“Oh, not that, exactly. Please don’t be mean. I’m not so bad. It’s just a principle with me. We all have our little foibles.”
“Yes, I know,” replied Aileen; but her mind was running on Mrs. Hand. So she was the latest. “Well, I admire his taste, anyway, in this case,” she said, archly. “There have been so many, though. She is just one more.”
Lynde smiled. He himself admired Cowperwood’s taste. Then he dropped the subject.
“But let’s forget that,” he said. “Please don’t worry about him any more. You can’t change that. Pull yourself together.” He squeezed her fingers. “Will you?” he asked, lifting his eyebrows in inquiry.
“Will I what?” replied Aileen, meditatively.
“Oh, you know. The necklace for one thing. Me, too.” His eyes coaxed and laughed and pleaded.
Aileen smiled. “You’re a bad boy,” she said, evasively. This revelation in regard to Mrs. Hand had made her singularly retaliatory in spirit. “Let me think. Don’t ask me to take the necklace to-day. I couldn’t. I couldn’t wear it, anyhow. Let me see you another time.” She moved her plump hand in an uncertain way, and he smoothed her wrist.
“I wonder if you wouldn’t like to go around to the studio of a friend of mine here in the tower?” he asked, quite nonchalantly. “He has such a charming collection of landscapes. You’re interested in pictures, I know. Your husband has some of the finest.”
Instantly Aileen understood what was meant—quite by instinct. The alleged studio must be private bachelor quarters.
“Not this afternoon,” she replied, quite wrought up and disturbed. “Not to-day. Another time. And I must be going now. But I will see you.”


** TASK REQUIREMENTS **
Copy every line from the one that holds "Extract the structured" to the end of the records below, exactly and with nothing else, but without any pictures.

[Records excerpted from a collection]
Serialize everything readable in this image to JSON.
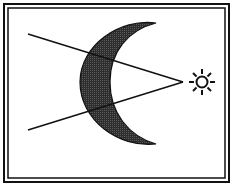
{
  "diagram": {
    "colors": {
      "background": "#ffffff",
      "stroke": "#111111",
      "crescent_fill": "#3a3a3a"
    },
    "icons": {
      "sun": "sun-icon",
      "moon": "crescent-moon-icon"
    }
  }
}
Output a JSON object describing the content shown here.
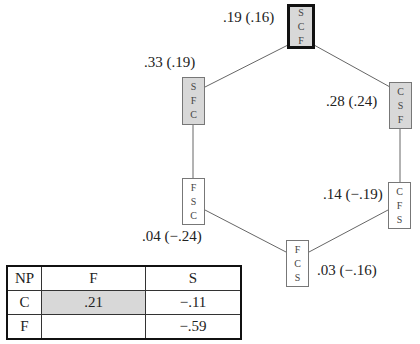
{
  "diagram": {
    "nodes": [
      {
        "id": "SCF",
        "letters": [
          "S",
          "C",
          "F"
        ],
        "label": ".19 (.16)",
        "shaded": true,
        "highlighted": true
      },
      {
        "id": "SFC",
        "letters": [
          "S",
          "F",
          "C"
        ],
        "label": ".33 (.19)",
        "shaded": true,
        "highlighted": false
      },
      {
        "id": "CSF",
        "letters": [
          "C",
          "S",
          "F"
        ],
        "label": ".28 (.24)",
        "shaded": true,
        "highlighted": false
      },
      {
        "id": "FSC",
        "letters": [
          "F",
          "S",
          "C"
        ],
        "label": ".04 (−.24)",
        "shaded": false,
        "highlighted": false
      },
      {
        "id": "CFS",
        "letters": [
          "C",
          "F",
          "S"
        ],
        "label": ".14 (−.19)",
        "shaded": false,
        "highlighted": false
      },
      {
        "id": "FCS",
        "letters": [
          "F",
          "C",
          "S"
        ],
        "label": ".03 (−.16)",
        "shaded": false,
        "highlighted": false
      }
    ],
    "edges": [
      [
        "SCF",
        "SFC"
      ],
      [
        "SCF",
        "CSF"
      ],
      [
        "SFC",
        "FSC"
      ],
      [
        "CSF",
        "CFS"
      ],
      [
        "FSC",
        "FCS"
      ],
      [
        "CFS",
        "FCS"
      ]
    ],
    "colors": {
      "shaded_fill": "#d8d8d8",
      "edge": "#666666",
      "highlight_border": "#111111"
    }
  },
  "table": {
    "headers": [
      "NP",
      "F",
      "S"
    ],
    "rows": [
      {
        "label": "C",
        "F": ".21",
        "S": "−.11",
        "shaded": "F"
      },
      {
        "label": "F",
        "F": "",
        "S": "−.59"
      }
    ]
  }
}
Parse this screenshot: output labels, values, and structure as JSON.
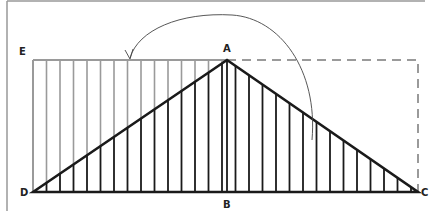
{
  "diagram": {
    "labels": {
      "A": "A",
      "B": "B",
      "C": "C",
      "D": "D",
      "E": "E"
    },
    "points": {
      "A": [
        227,
        60
      ],
      "B": [
        227,
        192
      ],
      "C": [
        418,
        192
      ],
      "D": [
        33,
        192
      ],
      "E": [
        33,
        60
      ]
    },
    "colors": {
      "triangle": "#1a1a1a",
      "rectangle": "#9a9a9a",
      "dashed": "#9a9a9a",
      "arc": "#444444",
      "frame": "#999999"
    },
    "hatch_spacing": 13.5,
    "arc": {
      "description": "Rotation arrow from right rectangle to left rectangle",
      "from": [
        312,
        140
      ],
      "to": [
        130,
        59
      ]
    }
  }
}
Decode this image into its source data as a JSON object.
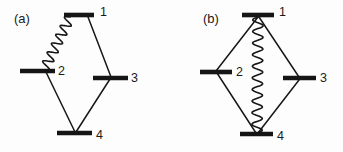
{
  "figure": {
    "background_color": "#fdfdfd",
    "ink_color": "#171717",
    "width": 343,
    "height": 152
  },
  "panels": [
    {
      "id": "panel-a",
      "label": "(a)",
      "label_x": 14,
      "label_y": 20,
      "levels": [
        {
          "id": "level-1",
          "label": "1",
          "x1": 64,
          "y": 15,
          "x2": 94,
          "label_x": 100,
          "label_y": 13
        },
        {
          "id": "level-2",
          "label": "2",
          "x1": 20,
          "y": 71,
          "x2": 55,
          "label_x": 58,
          "label_y": 72
        },
        {
          "id": "level-3",
          "label": "3",
          "x1": 93,
          "y": 78,
          "x2": 128,
          "label_x": 131,
          "label_y": 79
        },
        {
          "id": "level-4",
          "label": "4",
          "x1": 57,
          "y": 133,
          "x2": 92,
          "label_x": 96,
          "label_y": 136
        }
      ],
      "straight_couplings": [
        {
          "id": "coupling-1-3",
          "from": "1",
          "to": "3",
          "x1": 88,
          "y1": 17,
          "x2": 111,
          "y2": 77
        },
        {
          "id": "coupling-2-4",
          "from": "2",
          "to": "4",
          "x1": 45,
          "y1": 70,
          "x2": 75,
          "y2": 132
        },
        {
          "id": "coupling-3-4",
          "from": "3",
          "to": "4",
          "x1": 110,
          "y1": 79,
          "x2": 76,
          "y2": 132
        }
      ],
      "wavy_couplings": [
        {
          "id": "wavy-1-2",
          "from": "1",
          "to": "2",
          "x1": 70,
          "y1": 17,
          "x2": 44,
          "y2": 70,
          "amplitude": 5.0,
          "cycles": 6
        }
      ]
    },
    {
      "id": "panel-b",
      "label": "(b)",
      "label_x": 203,
      "label_y": 20,
      "levels": [
        {
          "id": "level-1",
          "label": "1",
          "x1": 242,
          "y": 15,
          "x2": 274,
          "label_x": 279,
          "label_y": 13
        },
        {
          "id": "level-2",
          "label": "2",
          "x1": 200,
          "y": 72,
          "x2": 232,
          "label_x": 236,
          "label_y": 73
        },
        {
          "id": "level-3",
          "label": "3",
          "x1": 283,
          "y": 78,
          "x2": 316,
          "label_x": 320,
          "label_y": 79
        },
        {
          "id": "level-4",
          "label": "4",
          "x1": 240,
          "y": 134,
          "x2": 273,
          "label_x": 277,
          "label_y": 137
        }
      ],
      "straight_couplings": [
        {
          "id": "coupling-1-2",
          "from": "1",
          "to": "2",
          "x1": 258,
          "y1": 17,
          "x2": 216,
          "y2": 71
        },
        {
          "id": "coupling-1-3",
          "from": "1",
          "to": "3",
          "x1": 259,
          "y1": 17,
          "x2": 299,
          "y2": 77
        },
        {
          "id": "coupling-2-4",
          "from": "2",
          "to": "4",
          "x1": 217,
          "y1": 73,
          "x2": 256,
          "y2": 133
        },
        {
          "id": "coupling-3-4",
          "from": "3",
          "to": "4",
          "x1": 299,
          "y1": 80,
          "x2": 258,
          "y2": 133
        }
      ],
      "wavy_couplings": [
        {
          "id": "wavy-1-4",
          "from": "1",
          "to": "4",
          "x1": 258,
          "y1": 17,
          "x2": 257,
          "y2": 133,
          "amplitude": 5.2,
          "cycles": 10
        }
      ]
    }
  ]
}
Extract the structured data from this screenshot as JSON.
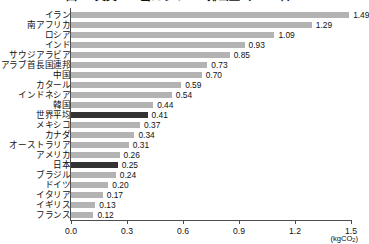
{
  "chart_data": {
    "type": "bar",
    "orientation": "horizontal",
    "title": "図2　実質GDP当たりのCO2排出量（2014年）",
    "xlabel": "(kgCO2)",
    "ylabel": "",
    "unit": "(kgCO",
    "unit_sub": "2",
    "unit_tail": ")",
    "xlim": [
      0.0,
      1.5
    ],
    "xticks": [
      "0.0",
      "0.3",
      "0.6",
      "0.9",
      "1.2",
      "1.5"
    ],
    "xtick_values": [
      0.0,
      0.3,
      0.6,
      0.9,
      1.2,
      1.5
    ],
    "grid": false,
    "legend": "none",
    "bar_color": "#b3b3b3",
    "highlight_color": "#333333",
    "categories": [
      "イラン",
      "南アフリカ",
      "ロシア",
      "インド",
      "サウジアラビア",
      "アラブ首長国連邦",
      "中国",
      "カタール",
      "インドネシア",
      "韓国",
      "世界平均",
      "メキシコ",
      "カナダ",
      "オーストラリア",
      "アメリカ",
      "日本",
      "ブラジル",
      "ドイツ",
      "イタリア",
      "イギリス",
      "フランス"
    ],
    "values": [
      1.49,
      1.29,
      1.09,
      0.93,
      0.85,
      0.73,
      0.7,
      0.59,
      0.54,
      0.44,
      0.41,
      0.37,
      0.34,
      0.31,
      0.26,
      0.25,
      0.24,
      0.2,
      0.17,
      0.13,
      0.12
    ],
    "value_labels": [
      "1.49",
      "1.29",
      "1.09",
      "0.93",
      "0.85",
      "0.73",
      "0.70",
      "0.59",
      "0.54",
      "0.44",
      "0.41",
      "0.37",
      "0.34",
      "0.31",
      "0.26",
      "0.25",
      "0.24",
      "0.20",
      "0.17",
      "0.13",
      "0.12"
    ],
    "highlighted": [
      "世界平均",
      "日本"
    ]
  }
}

** EXERCISE OUTPUT **
Extract the structured data from this screenshot as JSON.
{
  "chart_data": {
    "type": "bar",
    "orientation": "horizontal",
    "title": "図2　実質GDP当たりのCO2排出量（2014年）",
    "xlabel": "(kgCO2)",
    "ylabel": "",
    "unit": "(kgCO",
    "unit_sub": "2",
    "unit_tail": ")",
    "xlim": [
      0.0,
      1.5
    ],
    "xticks": [
      "0.0",
      "0.3",
      "0.6",
      "0.9",
      "1.2",
      "1.5"
    ],
    "xtick_values": [
      0.0,
      0.3,
      0.6,
      0.9,
      1.2,
      1.5
    ],
    "grid": false,
    "legend": "none",
    "bar_color": "#b3b3b3",
    "highlight_color": "#333333",
    "categories": [
      "イラン",
      "南アフリカ",
      "ロシア",
      "インド",
      "サウジアラビア",
      "アラブ首長国連邦",
      "中国",
      "カタール",
      "インドネシア",
      "韓国",
      "世界平均",
      "メキシコ",
      "カナダ",
      "オーストラリア",
      "アメリカ",
      "日本",
      "ブラジル",
      "ドイツ",
      "イタリア",
      "イギリス",
      "フランス"
    ],
    "values": [
      1.49,
      1.29,
      1.09,
      0.93,
      0.85,
      0.73,
      0.7,
      0.59,
      0.54,
      0.44,
      0.41,
      0.37,
      0.34,
      0.31,
      0.26,
      0.25,
      0.24,
      0.2,
      0.17,
      0.13,
      0.12
    ],
    "value_labels": [
      "1.49",
      "1.29",
      "1.09",
      "0.93",
      "0.85",
      "0.73",
      "0.70",
      "0.59",
      "0.54",
      "0.44",
      "0.41",
      "0.37",
      "0.34",
      "0.31",
      "0.26",
      "0.25",
      "0.24",
      "0.20",
      "0.17",
      "0.13",
      "0.12"
    ],
    "highlighted": [
      "世界平均",
      "日本"
    ]
  }
}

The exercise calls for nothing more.